The Stockholm-based national pension fund has a goal of carbon neutrality for its investments in 2040.

Jan Petersson, the fund’s senior portfolio manager tasked with investing in resource-intensive industries and companies, said: “In addition to the goal of achieving a good return for the pension capital, we must simultaneously reduce the carbon footprint in the portfolio.

“During the ongoing energy transition, we are actively looking for companies that have a plan to change in a sustainable way,” he said in a commentary on AP4’s website.

Petersen said climate change would affect companies active in energy extraction, power production and raw materials as well as society at large, and while the world was in transition, fossil fuels would be needed within the framework of the remaining global carbon dioxide budget.

AP4 said it believed firms active in these industries would continue to be important for the success of the transition for some time to come.

At the end of 2020, AP4 revamped its energy company portfolio by selling the firms judged as not meeting the requirements to shift from oil company to integrated energy company with a future focus on renewable energy, Petersen said, He added that the fund had also done the same with the power sector, where the focus was on businesses in renewable energy, electricity distribution and both hydropower and water supply.

“We have also gone through the raw materials sector with a focus on, for example, companies that are strong in recycling,” he said.

“This means that today we own larger shares in a smaller number of companies, and in this way AP4 can influence the companies to a greater degree to become both profitable and more sustainable,” Petersen said.

Energy, power and raw materials companies made up about 80% of global CO2 emissions, he said, adding that were the carbon footprint within these sectors to be reduced, the footprint for AP4’s portfolio as a whole would be positively affected.

When pinpointing companies to invest in, Petersen said AP4’s forward-looking analysis model was important for producing a first selection.

“We read up on the companies’ operations, their environmental work, and we have meetings with both the companies and external analysts to gain as much knowledge as possible,” the portfolio manager said, adding that this then led to the selection of a number of companies in each sector that the team chose to invest in.
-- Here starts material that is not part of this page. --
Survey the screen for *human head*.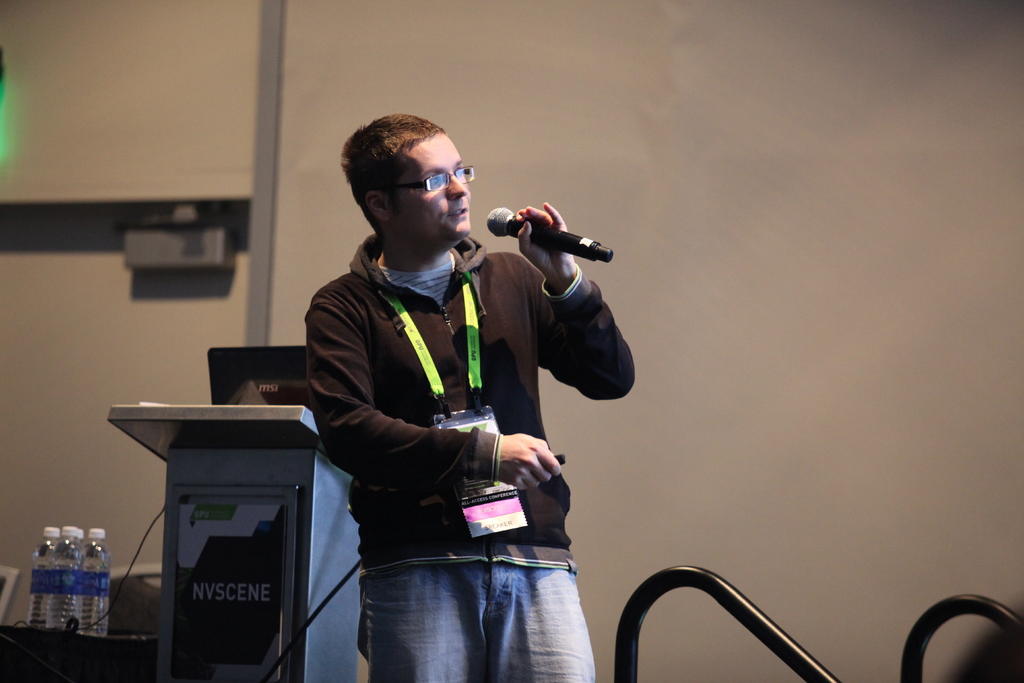
Survey found: crop(335, 111, 480, 272).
“In parallel, we work with thematic investments globally, where energy transition and recycling are two themes that AP4 prioritises and where we see structural growth,” he said.

Some of the businesses AP4 invests in were also smaller cutting-edge companies active in areas such as renewable energy and circular economy, but at the same time leaders in their fields and expected to achieve high profitability in the long term, Petersen said.

Earlier this week, AP7, the largest of Sweden’s state-run pension funds and provider of the default option in the premium pension system, argued that capital owners should stick with high-emitting stocks to help them adapt to the low-carbon economy, and said transition companies would be one of its top sustainability priorities.